Higher education policymakers in the UK should pay much closer attention to Australiaās funding system, which is āoften aheadā of Englandās, the director of the Higher Education Policy Institute has said.
Nick Hillman, who was special adviser to universities and science minister David Willetts from 2010 to 2013, was speaking ahead of the publication of a Hepi pamphlet he has written comparing student funding in England and Australia.
He said that Australia was the country with the most similar system to Englandās, but Australian policymakers had typically paid greater attention to English developments than vice versa.
As an example, Mr Hillman said the decision, announced in chancellor George Osborneās Autumn Statement, to uncap undergraduate enrolments in England had taken almost no account of the Australian experience of doing so in 2012.
51³Ō¹Ļ
Rather, it had been driven primarily by Mr Willettsā pamphlet, published in October, marking the 50th anniversary of the Robbins report by praising its advocacy of undergraduate expansion and urging further expansion, he said.
āBut the [policy] isnāt going to be implemented until the autumn of 2015, so it is not like there isnāt time to learn from Australia,ā he added, noting that Mr Willetts visited Australia earlier this year.
51³Ō¹Ļ
Mr Hillman said that Australia had also been ahead of the UK in the debate around student migration. He said that after having similar debates about immigration, it had ended up āwith a more liberal regime on things like [permission for] post study workā.
Mr Hillman suggested that the review of postgraduate funding announced by Mr Osborne in last monthās budget should examine Australiaās Fee-Help scheme: a branch of its income contingent loan system available to all students not enrolled on state-subsidised courses. The cost to taxpayers is minimised by a 25 per cent surcharge imposed on undergraduate borrowers.
Postgraduates are not charged, though Mr Hillman said any English version of the policy would require a surcharge if it were to be cost neutral to the government.
University Alliance chief executive Libby Hackett, who has written a longer analysis to accompany Mr Hillmanās, said Fee-Help should be seen as a āproof of conceptā that a cost neutral loan scheme was possible. As well as postgraduates, she suggested it could also be offered to students at private providers and those studying second degrees at the same level as their first (known as ELQ students). She said that forthcoming University Alliance proposals for Englandās funding system would set out a range of options to achieve cost neutrality.
51³Ō¹Ļ
She also praised Australiaās use of three different fee caps, based on the cost, returns and national priority of each course. This gave the government more control over where public funds were invested.
Ms Hackett said the lower proportion of student debt that had to be written off by the Australian government offered lessons for England.
It was achieved because student borrowing there was lower but also because repayment rates were higher once a similar earnings threshold was passed. It meant the balance between public and private contributions to the cost of higher education was more transparent, leading to a stronger āsocial contractā between students and the state.
Register to continue
Why register?
- Registration is free and only takes a moment
- Once registered, you can read 3 articles a month
- Sign up for our newsletter
Subscribe
Or subscribe for unlimited access to:
- Unlimited access to news, views, insights & reviews
- Digital editions
- Digital access to °Õ±į·”ās university and college rankings analysis
Already registered or a current subscriber?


*Work item*
Your task is to copy each line of the material that holds the word "membrane".

*Data to use*
Start of Block

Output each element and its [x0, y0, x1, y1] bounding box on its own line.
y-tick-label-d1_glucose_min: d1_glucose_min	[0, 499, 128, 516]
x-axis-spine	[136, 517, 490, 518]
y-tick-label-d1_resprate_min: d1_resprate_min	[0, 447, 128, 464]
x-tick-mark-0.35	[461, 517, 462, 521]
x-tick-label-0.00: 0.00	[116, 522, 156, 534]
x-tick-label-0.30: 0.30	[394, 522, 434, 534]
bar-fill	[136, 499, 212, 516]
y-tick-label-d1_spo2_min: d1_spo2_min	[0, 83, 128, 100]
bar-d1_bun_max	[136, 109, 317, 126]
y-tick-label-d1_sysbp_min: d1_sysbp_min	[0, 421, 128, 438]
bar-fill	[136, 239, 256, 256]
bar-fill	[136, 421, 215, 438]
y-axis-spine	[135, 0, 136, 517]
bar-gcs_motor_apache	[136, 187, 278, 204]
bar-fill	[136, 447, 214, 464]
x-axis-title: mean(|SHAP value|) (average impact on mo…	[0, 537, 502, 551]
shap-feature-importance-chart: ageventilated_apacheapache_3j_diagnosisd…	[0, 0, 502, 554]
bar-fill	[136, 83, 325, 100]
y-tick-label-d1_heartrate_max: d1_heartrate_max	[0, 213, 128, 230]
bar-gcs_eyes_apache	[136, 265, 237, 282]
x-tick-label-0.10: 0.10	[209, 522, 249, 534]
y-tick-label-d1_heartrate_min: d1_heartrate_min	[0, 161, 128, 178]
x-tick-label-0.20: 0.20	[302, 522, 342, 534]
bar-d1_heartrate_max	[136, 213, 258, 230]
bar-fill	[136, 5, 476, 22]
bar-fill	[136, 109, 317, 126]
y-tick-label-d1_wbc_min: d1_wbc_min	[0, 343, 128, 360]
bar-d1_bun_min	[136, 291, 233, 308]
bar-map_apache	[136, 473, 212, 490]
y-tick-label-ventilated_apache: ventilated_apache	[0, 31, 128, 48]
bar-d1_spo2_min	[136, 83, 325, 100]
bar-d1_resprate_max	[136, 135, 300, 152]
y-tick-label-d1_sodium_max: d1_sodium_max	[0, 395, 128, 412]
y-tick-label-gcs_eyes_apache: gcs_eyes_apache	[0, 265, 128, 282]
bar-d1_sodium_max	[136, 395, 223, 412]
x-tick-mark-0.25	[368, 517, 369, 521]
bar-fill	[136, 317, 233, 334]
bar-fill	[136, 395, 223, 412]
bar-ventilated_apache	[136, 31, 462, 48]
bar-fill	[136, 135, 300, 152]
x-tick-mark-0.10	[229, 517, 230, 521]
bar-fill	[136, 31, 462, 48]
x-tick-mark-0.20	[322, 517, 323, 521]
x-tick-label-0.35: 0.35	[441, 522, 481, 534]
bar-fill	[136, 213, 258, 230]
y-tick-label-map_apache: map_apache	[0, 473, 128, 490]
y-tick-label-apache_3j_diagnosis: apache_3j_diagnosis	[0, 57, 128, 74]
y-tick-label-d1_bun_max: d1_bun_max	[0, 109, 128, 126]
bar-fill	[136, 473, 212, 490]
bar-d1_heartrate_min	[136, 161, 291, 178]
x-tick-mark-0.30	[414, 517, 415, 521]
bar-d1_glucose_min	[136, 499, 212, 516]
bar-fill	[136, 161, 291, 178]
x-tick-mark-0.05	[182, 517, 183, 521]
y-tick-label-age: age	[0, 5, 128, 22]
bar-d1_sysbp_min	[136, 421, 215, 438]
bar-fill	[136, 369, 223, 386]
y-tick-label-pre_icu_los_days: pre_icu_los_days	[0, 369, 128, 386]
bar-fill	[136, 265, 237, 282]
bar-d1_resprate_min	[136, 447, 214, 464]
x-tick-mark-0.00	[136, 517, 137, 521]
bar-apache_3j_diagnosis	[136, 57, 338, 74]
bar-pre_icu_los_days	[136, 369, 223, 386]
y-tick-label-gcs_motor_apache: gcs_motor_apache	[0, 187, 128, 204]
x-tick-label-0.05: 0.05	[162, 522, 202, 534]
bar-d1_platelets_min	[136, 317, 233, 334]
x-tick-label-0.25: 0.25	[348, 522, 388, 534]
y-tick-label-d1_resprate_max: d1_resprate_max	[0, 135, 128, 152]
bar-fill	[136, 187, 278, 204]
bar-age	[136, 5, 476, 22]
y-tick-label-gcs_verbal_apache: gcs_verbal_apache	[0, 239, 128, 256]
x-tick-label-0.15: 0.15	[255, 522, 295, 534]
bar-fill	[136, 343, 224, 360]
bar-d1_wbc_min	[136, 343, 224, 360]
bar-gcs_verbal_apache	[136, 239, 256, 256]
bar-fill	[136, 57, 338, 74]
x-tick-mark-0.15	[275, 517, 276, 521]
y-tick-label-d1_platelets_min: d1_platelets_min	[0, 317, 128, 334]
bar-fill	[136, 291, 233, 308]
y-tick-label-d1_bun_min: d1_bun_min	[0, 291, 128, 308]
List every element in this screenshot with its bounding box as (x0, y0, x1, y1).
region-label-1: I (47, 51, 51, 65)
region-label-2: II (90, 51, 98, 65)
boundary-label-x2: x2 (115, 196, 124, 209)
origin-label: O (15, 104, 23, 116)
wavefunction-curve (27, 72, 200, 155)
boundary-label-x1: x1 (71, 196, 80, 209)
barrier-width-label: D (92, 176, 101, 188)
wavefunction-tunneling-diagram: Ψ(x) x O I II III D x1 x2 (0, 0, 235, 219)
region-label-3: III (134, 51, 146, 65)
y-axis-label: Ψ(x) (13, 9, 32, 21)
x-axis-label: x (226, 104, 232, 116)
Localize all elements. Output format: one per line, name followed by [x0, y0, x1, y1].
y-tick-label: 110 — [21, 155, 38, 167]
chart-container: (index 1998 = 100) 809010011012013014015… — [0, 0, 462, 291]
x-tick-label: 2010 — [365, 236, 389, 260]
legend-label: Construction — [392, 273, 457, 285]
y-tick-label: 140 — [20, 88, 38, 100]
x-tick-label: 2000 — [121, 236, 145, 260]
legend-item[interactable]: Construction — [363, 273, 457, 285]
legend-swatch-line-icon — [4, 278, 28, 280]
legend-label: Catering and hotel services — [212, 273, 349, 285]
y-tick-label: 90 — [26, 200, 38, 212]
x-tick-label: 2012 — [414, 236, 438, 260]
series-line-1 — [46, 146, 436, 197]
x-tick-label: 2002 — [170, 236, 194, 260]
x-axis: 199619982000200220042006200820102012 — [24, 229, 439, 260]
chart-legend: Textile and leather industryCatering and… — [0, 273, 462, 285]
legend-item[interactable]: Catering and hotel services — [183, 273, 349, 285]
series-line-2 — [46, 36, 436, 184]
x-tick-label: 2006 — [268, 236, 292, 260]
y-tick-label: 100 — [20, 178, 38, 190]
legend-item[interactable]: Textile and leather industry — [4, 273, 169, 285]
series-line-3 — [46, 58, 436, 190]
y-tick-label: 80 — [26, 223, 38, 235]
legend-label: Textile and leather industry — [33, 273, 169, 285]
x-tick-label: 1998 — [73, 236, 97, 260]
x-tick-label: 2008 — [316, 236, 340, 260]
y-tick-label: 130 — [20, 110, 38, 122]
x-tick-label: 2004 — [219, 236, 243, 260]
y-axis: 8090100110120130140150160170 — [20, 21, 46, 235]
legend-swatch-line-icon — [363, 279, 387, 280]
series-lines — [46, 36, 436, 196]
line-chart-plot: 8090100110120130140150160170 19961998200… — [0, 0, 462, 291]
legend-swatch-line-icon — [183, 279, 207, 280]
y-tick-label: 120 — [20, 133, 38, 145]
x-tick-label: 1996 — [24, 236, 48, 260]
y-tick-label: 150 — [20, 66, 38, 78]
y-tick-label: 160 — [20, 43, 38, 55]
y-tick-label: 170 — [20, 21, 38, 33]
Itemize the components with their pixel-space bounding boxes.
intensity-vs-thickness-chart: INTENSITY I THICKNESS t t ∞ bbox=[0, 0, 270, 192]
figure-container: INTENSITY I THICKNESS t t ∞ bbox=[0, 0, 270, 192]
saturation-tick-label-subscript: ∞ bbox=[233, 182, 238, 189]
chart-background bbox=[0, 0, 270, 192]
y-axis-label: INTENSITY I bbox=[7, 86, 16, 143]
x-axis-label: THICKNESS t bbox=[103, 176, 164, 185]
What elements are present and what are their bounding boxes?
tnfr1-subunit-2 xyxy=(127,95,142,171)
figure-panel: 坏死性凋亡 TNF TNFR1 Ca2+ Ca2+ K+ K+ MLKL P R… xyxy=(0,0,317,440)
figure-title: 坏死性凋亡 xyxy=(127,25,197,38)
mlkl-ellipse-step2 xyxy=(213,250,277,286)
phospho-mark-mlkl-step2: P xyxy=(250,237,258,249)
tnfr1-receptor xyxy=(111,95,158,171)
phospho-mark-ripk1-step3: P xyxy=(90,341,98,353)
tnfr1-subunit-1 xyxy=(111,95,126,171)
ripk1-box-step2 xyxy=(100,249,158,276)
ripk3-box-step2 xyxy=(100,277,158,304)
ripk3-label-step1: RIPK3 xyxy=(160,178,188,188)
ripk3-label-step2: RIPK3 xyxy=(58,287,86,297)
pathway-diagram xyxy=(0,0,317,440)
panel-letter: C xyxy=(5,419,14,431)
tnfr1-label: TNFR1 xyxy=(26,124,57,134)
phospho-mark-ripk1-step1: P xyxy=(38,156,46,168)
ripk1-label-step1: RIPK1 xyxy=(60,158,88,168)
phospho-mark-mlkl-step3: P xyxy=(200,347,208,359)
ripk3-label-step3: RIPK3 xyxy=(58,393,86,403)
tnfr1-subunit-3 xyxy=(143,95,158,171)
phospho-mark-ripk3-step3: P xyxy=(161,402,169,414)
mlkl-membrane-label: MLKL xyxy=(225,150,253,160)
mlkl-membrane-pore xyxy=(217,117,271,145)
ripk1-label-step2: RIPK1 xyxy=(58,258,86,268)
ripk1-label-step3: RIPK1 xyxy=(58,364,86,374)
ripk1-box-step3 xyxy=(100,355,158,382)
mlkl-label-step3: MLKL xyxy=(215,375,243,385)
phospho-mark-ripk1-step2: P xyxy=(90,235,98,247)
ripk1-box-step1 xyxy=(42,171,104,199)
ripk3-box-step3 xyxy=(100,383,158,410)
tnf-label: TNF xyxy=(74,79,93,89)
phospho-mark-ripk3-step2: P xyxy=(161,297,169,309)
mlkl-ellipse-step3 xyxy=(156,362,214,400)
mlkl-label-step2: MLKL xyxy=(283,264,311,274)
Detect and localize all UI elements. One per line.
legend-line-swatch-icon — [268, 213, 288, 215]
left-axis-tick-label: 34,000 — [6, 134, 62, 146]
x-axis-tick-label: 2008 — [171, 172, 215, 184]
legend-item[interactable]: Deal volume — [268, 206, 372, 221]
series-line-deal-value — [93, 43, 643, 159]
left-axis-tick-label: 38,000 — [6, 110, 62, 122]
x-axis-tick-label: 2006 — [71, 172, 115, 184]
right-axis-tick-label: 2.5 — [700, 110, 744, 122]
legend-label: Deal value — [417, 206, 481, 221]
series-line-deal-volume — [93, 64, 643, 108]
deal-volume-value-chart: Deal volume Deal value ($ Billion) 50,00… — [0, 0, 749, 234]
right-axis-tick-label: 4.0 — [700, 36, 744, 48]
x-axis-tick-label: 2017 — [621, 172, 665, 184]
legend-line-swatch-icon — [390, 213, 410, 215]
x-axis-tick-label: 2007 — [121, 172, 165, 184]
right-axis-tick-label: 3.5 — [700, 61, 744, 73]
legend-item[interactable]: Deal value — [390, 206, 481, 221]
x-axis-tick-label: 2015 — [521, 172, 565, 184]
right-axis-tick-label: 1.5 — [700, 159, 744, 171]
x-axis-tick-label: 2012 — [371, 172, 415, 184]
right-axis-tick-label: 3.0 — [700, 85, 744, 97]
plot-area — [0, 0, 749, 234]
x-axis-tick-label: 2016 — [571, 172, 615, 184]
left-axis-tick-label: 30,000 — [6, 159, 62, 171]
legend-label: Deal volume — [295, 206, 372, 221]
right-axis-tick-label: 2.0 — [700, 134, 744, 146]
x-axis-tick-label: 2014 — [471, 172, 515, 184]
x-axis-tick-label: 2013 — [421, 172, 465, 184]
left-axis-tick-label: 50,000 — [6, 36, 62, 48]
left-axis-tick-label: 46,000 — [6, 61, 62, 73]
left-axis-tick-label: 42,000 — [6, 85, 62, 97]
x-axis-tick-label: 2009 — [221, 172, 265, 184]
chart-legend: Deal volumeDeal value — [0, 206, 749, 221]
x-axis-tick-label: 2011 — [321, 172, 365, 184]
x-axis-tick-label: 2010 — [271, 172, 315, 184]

End of Block

*Result of the task*
mlkl-membrane-label: MLKL xyxy=(225,150,253,160)
mlkl-membrane-pore xyxy=(217,117,271,145)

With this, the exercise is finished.